The hypocretins are made by only a few groups of cells in the hypothalamus. In other studies, researchers have linked cells in this area to the control of food consumption. "If you show the pictures of where the hypocretins are to anyone in the field, they will think of energy balance and food intake," said Kilduff, who holds dual appointments in the departments of biological sciences and psychiatry at Stanford.

The discovery of the hypocretins began with work by J. Gregor Sutcliffe, Luis de Lecea and their colleagues at the Scripps Research Institute in La Jolla, Calif. Sutcliffe's group isolated a large number of genes whose products are made only in the hypothalamus. Intrigued that the product of the hypocretin gene is made in only a tiny portion of the hypothalamus, the Scripps researchers teamed up with Kilduff and others to study that gene further.

Nerve cells chemically chop the gene's protein product into two short segments, called peptides. The researchers focused one of these peptides, known as hypocretin 2.

Hypocretin 1 and 2 are similar to each other, Kilduff said. They are also somewhat similar to the hormone secretin, which controls the secretion of gastric acids in the stomach.
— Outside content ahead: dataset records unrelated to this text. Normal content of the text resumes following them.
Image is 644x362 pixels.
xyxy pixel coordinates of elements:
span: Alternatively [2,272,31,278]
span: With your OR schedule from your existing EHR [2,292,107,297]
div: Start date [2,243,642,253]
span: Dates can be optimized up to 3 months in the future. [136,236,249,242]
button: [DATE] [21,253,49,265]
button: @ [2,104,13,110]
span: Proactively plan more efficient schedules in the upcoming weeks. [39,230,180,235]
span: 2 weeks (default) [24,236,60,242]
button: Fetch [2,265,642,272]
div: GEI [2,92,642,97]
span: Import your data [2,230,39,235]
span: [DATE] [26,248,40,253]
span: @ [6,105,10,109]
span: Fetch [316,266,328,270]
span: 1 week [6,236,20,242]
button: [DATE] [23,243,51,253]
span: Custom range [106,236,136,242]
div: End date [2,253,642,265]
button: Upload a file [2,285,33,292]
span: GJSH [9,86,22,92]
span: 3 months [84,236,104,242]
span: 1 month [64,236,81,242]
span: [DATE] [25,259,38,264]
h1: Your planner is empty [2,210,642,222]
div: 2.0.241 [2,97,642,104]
Other peptides have been found to have roles in both the stomach and the brain, he noted.

Kilduff and his colleagues found that hypocretin 2 meets three criteria necessary to be considered a neurotransmitter: It is made in nerve cells (neurons), it ends up in special compartments called vesicles that the neuron uses to store neurotransmitters, and, when added to neurons in culture, it triggers them to send an electrical message.

Hypocretins join a growing list of neurotransmitters, including a handful of small molecules and more than 50 peptides. Neurons release neurotransmitters in response to various signals. The neurotransmitters then latch on to a nearby neuron, causing it to fire an electrical signal from one end of the cell to the other. Once the electrical signal reaches its destination, it can cause another round of neurotransmitter release and signal generation.

The hypocretins may have functions other than weight control, noted Kilduff, so their proposed role in obesity must be confirmed by further experiments. The scientists now plan to test the effects of supplying excess hypocretins or preventing hypocretin production in experiments with mice or rats.

If it turns out that the hypocretins are involved in weight control, researchers will also want to know how the peptides fit in with the other proteins, such as leptin, that have demonstrated roles in weight control.

With all the corporate and public interest in obesity-related pharmaceuticals, Kilduff believes there will be plenty of others vying to do this follow-up work. He and his colleagues first presented the newly published work in the form of adjacent posters at the Society for Neuroscience meeting in New Orleans last October. "I've never had so many people come by a poster," he said. "One guy from a major pharmaceutical company was there for over an hour, memorizing everything."

Kilduff and Sutcliffe's collaborators in this work were Christelle Peyron and Chiaki Fukuhara, Stanford postdoctoral fellows; Anthony van den Pol, a Stanford visiting scholar and professor of neurosurgery at Yale; Xiao- Bing Gao of Yale; Luis de Lecea, Pamela Foye, Patria Danielson, Elena Battenberg and Dr. Floyd Bloom of Scripps; Vigdis Gautvik and Dr. Kaare Gautvik of the University of Oslo; and Frederick Bartlett II and Wayne Frankel of the Jackson Laboratory in Bar Harbor, Maine.

Kilduff's work was supported by grants from the National Institute on Aging and the Army Research Office. Additional funding for the study came from the Air Force Office of Scientific Research, the Norwegian Research Council, the Fyssen Foundation, and Digital Gene Technologies of La Jolla, Calif.